I’m a woman. Feelings have always seemed to rule my life! Being a woman is like being on a rollercoaster all the time (probably one reason I refuse to go on rollercoasters!) I am volatile, emotional, tearful, temperamental and often downright irrational.
When I was first dating my husband, he was bewildered by my mood swings. Garry is the most level-headed, rational, calm and stable person I have ever met and it must have been totally confusing to him to have to deal with someone who was so unpredictable. I’m grateful that he persevered with me, but it can’t have been easy!
Feelings can be great in all kinds of ways, but they’re not really a reliable barometer of faith. On the days when I feel God’s presence and the sun’s shining down on me, all’s well with the world and I can be a great Christian. But on the days when I’m ‘moody, sad and very grumpy’ (to paraphrase a song, this particular version by Rocky Kids!), God can seem fickle, unfair, unkind and downright absent.
I’ve come to see that
“I can’t live by what I feel
But by the truth Your word reveals.” (‘East to West’, Casting Crowns)
‘East to West’, Casting Crowns
One of the most important things I’ve learnt in thirty years of being a Christian is to walk by faith and not by sight and to trust what God says more than what I feel. As Nicky Gumbel says ‘Let your dreams be bigger than your fears, your actions louder than your words, and your faith stronger than your feelings.’ Feelings aren’t the plumbline for what’s right and true in the world. Paul says ‘Let God be true, and every human being a liar’ (Rom 3:4 TNIV). My feelings change so much that they can’t possibly be the truth I live by. Instead, I have to choose to listen to the Voice of Truth and accept God’s assessments of situations rather than believing my feelings all the time.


**WORK ITEM:**
Where an entry contains an image, skip the image and print the rest exactly.

**MATERIAL SUPPLIED:**
....................
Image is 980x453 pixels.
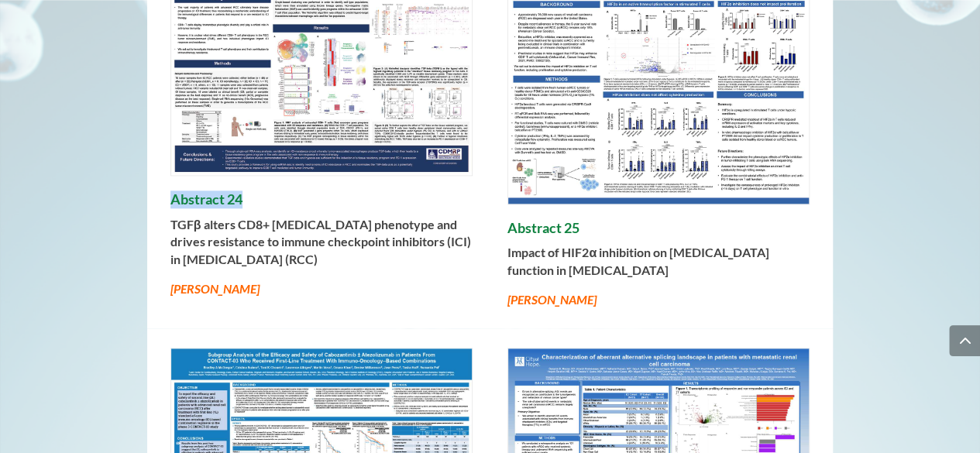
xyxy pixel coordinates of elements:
[171,281,259,296] em: [PERSON_NAME]
[508,220,809,245] h4: Abstract 25
[508,245,769,277] strong: Impact of HIF2α inhibition on [MEDICAL_DATA] function in [MEDICAL_DATA]
[508,292,596,307] em: [PERSON_NAME]
[171,191,472,216] h4: Abstract 24
[171,217,471,267] strong: TGFβ alters CD8+ [MEDICAL_DATA] phenotype and drives resistance to immune checkpoint inhibitors (...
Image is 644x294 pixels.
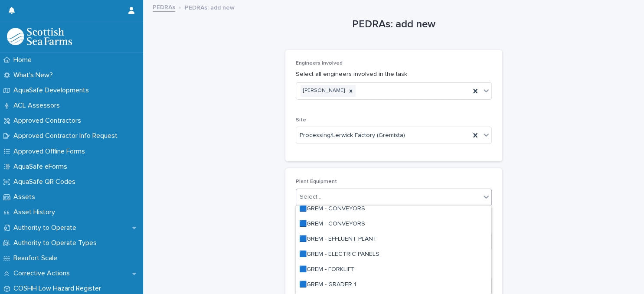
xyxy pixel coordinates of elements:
a: PEDRAs [152,2,175,11]
p: What's New? [10,71,60,79]
p: ACL Assessors [10,101,67,110]
span: Site [296,117,306,123]
p: Corrective Actions [10,269,77,277]
span: Engineers Involved [296,61,342,66]
div: [PERSON_NAME] [300,85,346,97]
p: Asset History [10,208,62,216]
p: Authority to Operate [10,224,83,232]
h1: PEDRAs: add new [285,18,502,30]
p: Home [10,56,39,64]
p: Approved Contractor Info Request [10,132,124,140]
p: Beaufort Scale [10,254,64,262]
img: bPIBxiqnSb2ggTQWdOVV [7,27,72,45]
p: AquaSafe QR Codes [10,177,82,186]
p: Approved Offline Forms [10,147,92,155]
p: AquaSafe eForms [10,162,74,171]
p: PEDRAs: add new [184,2,235,11]
p: Select all engineers involved in the task [296,70,492,79]
span: Plant Equipment [296,179,337,184]
p: AquaSafe Developments [10,86,96,94]
div: Select... [300,193,322,202]
p: Approved Contractors [10,117,88,125]
p: Assets [10,193,42,201]
p: COSHH Low Hazard Register [10,284,108,292]
span: Processing/Lerwick Factory (Gremista) [300,131,405,140]
p: Authority to Operate Types [10,238,104,247]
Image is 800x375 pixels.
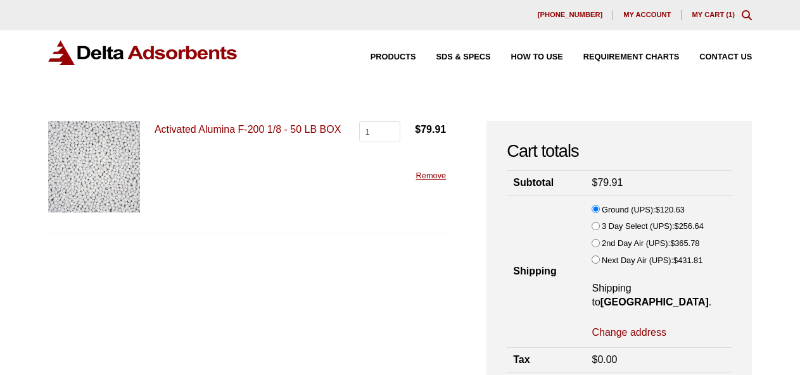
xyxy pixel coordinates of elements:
[623,11,671,18] span: My account
[691,11,735,18] a: My Cart (1)
[507,171,585,196] th: Subtotal
[370,53,416,61] span: Products
[742,10,752,20] div: Toggle Modal Content
[583,53,679,61] span: Requirement Charts
[436,53,491,61] span: SDS & SPECS
[416,171,446,180] a: Remove this item
[507,141,731,162] h2: Cart totals
[728,11,732,18] span: 1
[350,53,416,61] a: Products
[673,256,678,265] span: $
[415,124,446,135] bdi: 79.91
[613,10,681,20] a: My account
[670,239,674,248] span: $
[48,121,140,213] img: Activated Alumina F-200 1/8 - 50 LB BOX
[591,177,597,188] span: $
[507,196,585,348] th: Shipping
[359,121,400,142] input: Product quantity
[48,41,238,65] img: Delta Adsorbents
[415,124,420,135] span: $
[602,254,702,268] label: Next Day Air (UPS):
[699,53,752,61] span: Contact Us
[591,355,617,365] bdi: 0.00
[674,222,704,231] bdi: 256.64
[511,53,563,61] span: How to Use
[600,297,709,308] strong: [GEOGRAPHIC_DATA]
[670,239,699,248] bdi: 365.78
[655,205,685,215] bdi: 120.63
[538,11,603,18] span: [PHONE_NUMBER]
[527,10,614,20] a: [PHONE_NUMBER]
[416,53,491,61] a: SDS & SPECS
[602,220,704,234] label: 3 Day Select (UPS):
[679,53,752,61] a: Contact Us
[591,326,666,340] a: Change address
[591,177,622,188] bdi: 79.91
[673,256,702,265] bdi: 431.81
[155,124,341,135] a: Activated Alumina F-200 1/8 - 50 LB BOX
[674,222,679,231] span: $
[602,237,699,251] label: 2nd Day Air (UPS):
[507,348,585,373] th: Tax
[591,355,597,365] span: $
[491,53,563,61] a: How to Use
[563,53,679,61] a: Requirement Charts
[591,282,725,310] p: Shipping to .
[602,203,685,217] label: Ground (UPS):
[655,205,660,215] span: $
....................
**WRITTEN RESPONSE:**
Image is 980x453 pixels.
xyxy pixel coordinates of elements:
[171,281,259,296] em: [PERSON_NAME]
[508,220,809,245] h4: Abstract 25
[508,245,769,277] strong: Impact of HIF2α inhibition on [MEDICAL_DATA] function in [MEDICAL_DATA]
[508,292,596,307] em: [PERSON_NAME]
[171,191,472,216] h4: Abstract 24
[171,217,471,267] strong: TGFβ alters CD8+ [MEDICAL_DATA] phenotype and drives resistance to immune checkpoint inhibitors (...
Image is 644x294 pixels.
xyxy pixel coordinates of elements:
a: PEDRAs [152,2,175,11]
p: What's New? [10,71,60,79]
p: ACL Assessors [10,101,67,110]
span: Site [296,117,306,123]
p: Corrective Actions [10,269,77,277]
span: Engineers Involved [296,61,342,66]
div: [PERSON_NAME] [300,85,346,97]
p: Asset History [10,208,62,216]
p: Authority to Operate [10,224,83,232]
h1: PEDRAs: add new [285,18,502,30]
p: Home [10,56,39,64]
p: Approved Contractor Info Request [10,132,124,140]
p: Beaufort Scale [10,254,64,262]
img: bPIBxiqnSb2ggTQWdOVV [7,27,72,45]
p: AquaSafe QR Codes [10,177,82,186]
p: Approved Offline Forms [10,147,92,155]
p: AquaSafe eForms [10,162,74,171]
p: PEDRAs: add new [184,2,235,11]
p: Select all engineers involved in the task [296,70,492,79]
span: Plant Equipment [296,179,337,184]
p: AquaSafe Developments [10,86,96,94]
div: Select... [300,193,322,202]
p: Approved Contractors [10,117,88,125]
p: Assets [10,193,42,201]
p: COSHH Low Hazard Register [10,284,108,292]
span: Processing/Lerwick Factory (Gremista) [300,131,405,140]
p: Authority to Operate Types [10,238,104,247]
Image is 800x375 pixels.
xyxy pixel coordinates of elements:
[623,11,671,18] span: My account
[691,11,735,18] a: My Cart (1)
[507,171,585,196] th: Subtotal
[370,53,416,61] span: Products
[742,10,752,20] div: Toggle Modal Content
[583,53,679,61] span: Requirement Charts
[436,53,491,61] span: SDS & SPECS
[416,171,446,180] a: Remove this item
[507,141,731,162] h2: Cart totals
[728,11,732,18] span: 1
[350,53,416,61] a: Products
[673,256,678,265] span: $
[415,124,446,135] bdi: 79.91
[613,10,681,20] a: My account
[670,239,674,248] span: $
[48,121,140,213] img: Activated Alumina F-200 1/8 - 50 LB BOX
[591,177,597,188] span: $
[507,196,585,348] th: Shipping
[359,121,400,142] input: Product quantity
[48,41,238,65] img: Delta Adsorbents
[415,124,420,135] span: $
[602,254,702,268] label: Next Day Air (UPS):
[699,53,752,61] span: Contact Us
[591,355,617,365] bdi: 0.00
[674,222,704,231] bdi: 256.64
[511,53,563,61] span: How to Use
[600,297,709,308] strong: [GEOGRAPHIC_DATA]
[670,239,699,248] bdi: 365.78
[655,205,685,215] bdi: 120.63
[538,11,603,18] span: [PHONE_NUMBER]
[527,10,614,20] a: [PHONE_NUMBER]
[416,53,491,61] a: SDS & SPECS
[602,220,704,234] label: 3 Day Select (UPS):
[679,53,752,61] a: Contact Us
[591,326,666,340] a: Change address
[591,177,622,188] bdi: 79.91
[673,256,702,265] bdi: 431.81
[155,124,341,135] a: Activated Alumina F-200 1/8 - 50 LB BOX
[674,222,679,231] span: $
[602,237,699,251] label: 2nd Day Air (UPS):
[507,348,585,373] th: Tax
[591,355,597,365] span: $
[491,53,563,61] a: How to Use
[563,53,679,61] a: Requirement Charts
[591,282,725,310] p: Shipping to .
[602,203,685,217] label: Ground (UPS):
[655,205,660,215] span: $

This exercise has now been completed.